Developed by Max Heinrich, a South African national, Chibuku was industrially produced in the Copperbelt mining towns such as Luanshya, Chingola, Ndola and others in Northern Rhodesia (now Zambia). The name is likely to be from one of the languages spoken in Zambia where there are over a hundred different ethnic groups.

Following the establishment of the Hendrich Syndicate Ltd industrial production commenced in Northern Rhodesia (now Zambia) in 1955.

The mining towns in the Copperbelt attracted populations from as far as Southern Rhodesia. During the days of the liberation struggle recruitment was carried out in those mining towns in a recruitment drive known as Chikuwa. Dumiso Dabengwa and Sikhwili Khohli Moyo were some of the recruiters.

Chingola provided Nikita Mangena and others who proceeded to undergo military training at Cheri Cheri in Algeria in 1965. Mangena was to become the commander of ZPRA from 1972 until his untimely death in 1978.

Licence to produce Chibuku in Southern Rhodesia was obtained in 1961. Production commenced the following year, 1962, in smaller towns. Until 1961, government did not allow production of traditional beer in the country. Production having commenced in 1962, this year Chibuku Company is celebrating 50 years of production.

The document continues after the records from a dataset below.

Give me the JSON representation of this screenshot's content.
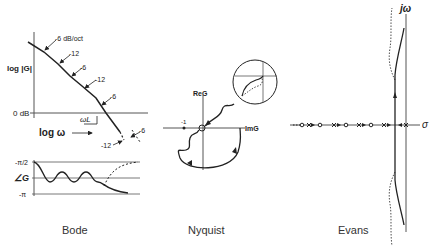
{
  "bode": {
    "caption": "Bode",
    "magnitude": {
      "ylabel": "log |G|",
      "zero_db": "0 dB",
      "slopes": [
        "-6 dB/oct",
        "-12",
        "-6",
        "-12",
        "-6",
        "-6",
        "-12"
      ],
      "crossover": "ωL"
    },
    "xlabel": "log ω",
    "phase": {
      "ylabel": "∠G",
      "top_tick": "-π/2",
      "bottom_tick": "-π"
    }
  },
  "nyquist": {
    "caption": "Nyquist",
    "real_axis": "ReG",
    "imag_axis": "ImG",
    "minus_one": "-1"
  },
  "evans": {
    "caption": "Evans",
    "imag_axis": "jω",
    "real_axis": "σ"
  },
  "colors": {
    "ink": "#222222",
    "axis": "#555555",
    "background": "#ffffff"
  }
}
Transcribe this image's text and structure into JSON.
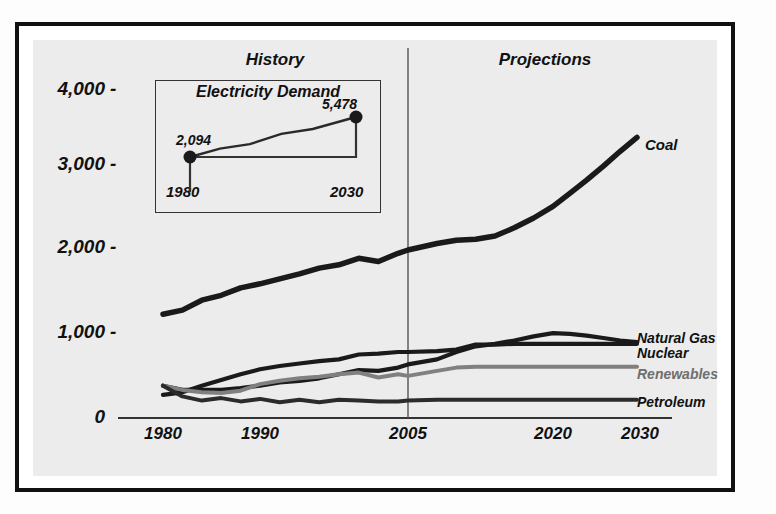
{
  "figure": {
    "phases": {
      "history": "History",
      "projections": "Projections"
    },
    "divider_year": 2005
  },
  "inset": {
    "title": "Electricity Demand",
    "start_label": "2,094",
    "end_label": "5,478",
    "start_year": "1980",
    "end_year": "2030"
  },
  "colors": {
    "coal": "#1a1a1a",
    "natural_gas": "#1a1a1a",
    "nuclear": "#1a1a1a",
    "renewables": "#808080",
    "petroleum": "#2b2b2b",
    "panel_bg": "#ececec",
    "frame": "#111111"
  },
  "chart_data": {
    "type": "line",
    "title": "",
    "subtitle": "",
    "xlabel": "",
    "ylabel": "",
    "grid": false,
    "legend_position": "right-inline",
    "xlim": [
      1980,
      2030
    ],
    "ylim": [
      0,
      4400
    ],
    "yticks": [
      "0",
      "1,000",
      "2,000",
      "3,000",
      "4,000"
    ],
    "ytick_values": [
      0,
      1000,
      2000,
      3000,
      4000
    ],
    "xticks": [
      "1980",
      "1990",
      "2005",
      "2020",
      "2030"
    ],
    "xtick_values": [
      1980,
      1990,
      2005,
      2020,
      2030
    ],
    "annotations": [
      "History",
      "Projections"
    ],
    "series": [
      {
        "name": "Coal",
        "color": "#1a1a1a",
        "x": [
          1980,
          1982,
          1984,
          1986,
          1988,
          1990,
          1992,
          1994,
          1996,
          1998,
          2000,
          2002,
          2004,
          2005,
          2008,
          2010,
          2012,
          2014,
          2016,
          2018,
          2020,
          2022,
          2024,
          2026,
          2028,
          2030
        ],
        "values": [
          1250,
          1300,
          1420,
          1480,
          1570,
          1620,
          1680,
          1740,
          1810,
          1850,
          1930,
          1890,
          1990,
          2030,
          2110,
          2150,
          2160,
          2200,
          2300,
          2420,
          2560,
          2720,
          2880,
          3050,
          3230,
          3400
        ]
      },
      {
        "name": "Natural Gas",
        "color": "#1a1a1a",
        "x": [
          1980,
          1982,
          1984,
          1986,
          1988,
          1990,
          1992,
          1994,
          1996,
          1998,
          2000,
          2002,
          2004,
          2005,
          2008,
          2010,
          2012,
          2014,
          2016,
          2018,
          2020,
          2022,
          2024,
          2026,
          2028,
          2030
        ],
        "values": [
          380,
          330,
          330,
          330,
          350,
          380,
          420,
          440,
          470,
          520,
          570,
          560,
          600,
          640,
          700,
          790,
          860,
          890,
          930,
          980,
          1020,
          1010,
          990,
          960,
          930,
          910
        ]
      },
      {
        "name": "Nuclear",
        "color": "#1a1a1a",
        "x": [
          1980,
          1982,
          1984,
          1986,
          1988,
          1990,
          1992,
          1994,
          1996,
          1998,
          2000,
          2002,
          2004,
          2005,
          2008,
          2010,
          2012,
          2014,
          2016,
          2018,
          2020,
          2022,
          2024,
          2026,
          2028,
          2030
        ],
        "values": [
          270,
          300,
          380,
          450,
          520,
          580,
          620,
          650,
          680,
          700,
          760,
          770,
          790,
          790,
          800,
          820,
          880,
          880,
          890,
          890,
          890,
          890,
          890,
          890,
          890,
          890
        ]
      },
      {
        "name": "Renewables",
        "color": "#808080",
        "x": [
          1980,
          1982,
          1984,
          1986,
          1988,
          1990,
          1992,
          1994,
          1996,
          1998,
          2000,
          2002,
          2004,
          2005,
          2008,
          2010,
          2012,
          2014,
          2016,
          2018,
          2020,
          2022,
          2024,
          2026,
          2028,
          2030
        ],
        "values": [
          380,
          330,
          300,
          290,
          320,
          400,
          440,
          470,
          490,
          520,
          540,
          480,
          520,
          500,
          560,
          600,
          610,
          610,
          610,
          610,
          610,
          610,
          610,
          610,
          610,
          610
        ]
      },
      {
        "name": "Petroleum",
        "color": "#2b2b2b",
        "x": [
          1980,
          1982,
          1984,
          1986,
          1988,
          1990,
          1992,
          1994,
          1996,
          1998,
          2000,
          2002,
          2004,
          2005,
          2008,
          2010,
          2012,
          2014,
          2016,
          2018,
          2020,
          2022,
          2024,
          2026,
          2028,
          2030
        ],
        "values": [
          380,
          250,
          200,
          230,
          190,
          220,
          180,
          210,
          180,
          210,
          200,
          190,
          190,
          200,
          210,
          210,
          210,
          210,
          210,
          210,
          210,
          210,
          210,
          210,
          210,
          210
        ]
      }
    ],
    "inset_chart": {
      "type": "line",
      "title": "Electricity Demand",
      "x": [
        1980,
        2030
      ],
      "values": [
        2094,
        5478
      ],
      "point_labels": [
        "2,094",
        "5,478"
      ]
    }
  },
  "series_labels": {
    "coal": "Coal",
    "natural_gas": "Natural Gas",
    "nuclear": "Nuclear",
    "renewables": "Renewables",
    "petroleum": "Petroleum"
  }
}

Not so long ago Chibuku approached me to work on the totems of the people belonging to the various ethnic groups in Zimbabwe. It was a challenging but rewarding engagement that enriched my knowledge of the totems of various lineages (mitupo nezvidawo/izibongo lezangelo).

However, I feel the research findings of the project I carried out were not put into practice in the manner I had envisaged. It’s a good marketing tool that was not put to maximum benefit.

Nevertheless, the project did provide useful material in the form of data relating to lineage totems for virtually all the ethnic groups found in Zimbabwe. This important heritage effort complements the use of Zimbabwe’s aesthetic icons that embellish the containers/vessels for the traditional brews, both Chibuku and Ingwebu.

Consumption of traditional beer seems to lend itself to heritage documentation and preservation. Probably, what remains is comprehensive interpretation of the decorative icons that have been chosen and are common among all ethnic groups in Zimbabwe where traditional brews are consumed to this day.

The past, our past, lives through the traditional brews particularly at the consumption stage.